Oil prices rise as dollar weakens

LONDON — Oil prices rose on Tuesday as the dollar weakened against the euro, boosting demand for crude as investors looked ahead to the start of the latest corporate earnings season, analysts said.

New York’s main contract, light sweet crude for delivery in February, gained 34 cents to $93.53 a barrel.

Brent North Sea crude for February climbed 56 cents to $111.96 per barrel.

Crude oil has risen “on improving risk appetite and weaker US dollar,” said Fawad Razaqzada, an analyst at GFT Markets trading group.

The euro firmed against the dollar on Tuesday, making oil priced in the US unit cheaper for holders of rival currencies, boosting demand.

IG Markets analyst Jason Hughes said that traders were looking for guidance ahead of the corporate earnings season, especially for companies in the United States, the world’s biggest economy and largest oil-consuming nation.

Other analysts said there were also lingering concerns about the looming debates in the deeply divided US Congress over raising the country’s debt ceiling and spending cuts.

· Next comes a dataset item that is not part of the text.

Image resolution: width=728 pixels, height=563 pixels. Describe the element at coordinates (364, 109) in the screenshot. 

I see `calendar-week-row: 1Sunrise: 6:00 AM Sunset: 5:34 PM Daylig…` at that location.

Oil prices surged last week when feuding Republican and Democrat lawmakers clinched a deal to avert a “fiscal cliff” of automatic spending cuts and across-the-board tax hikes.

But agreement on the cuts was simply deferred until the end of February, when lawmakers must also hammer out a deal to raise the country’s borrowing limit, raising the spectre of further political gridlock.

“Unless Congress extends the debt limit, the fiscal cliff that threatened in December will look like kid stuff,” DBS Group Research said in a market commentary.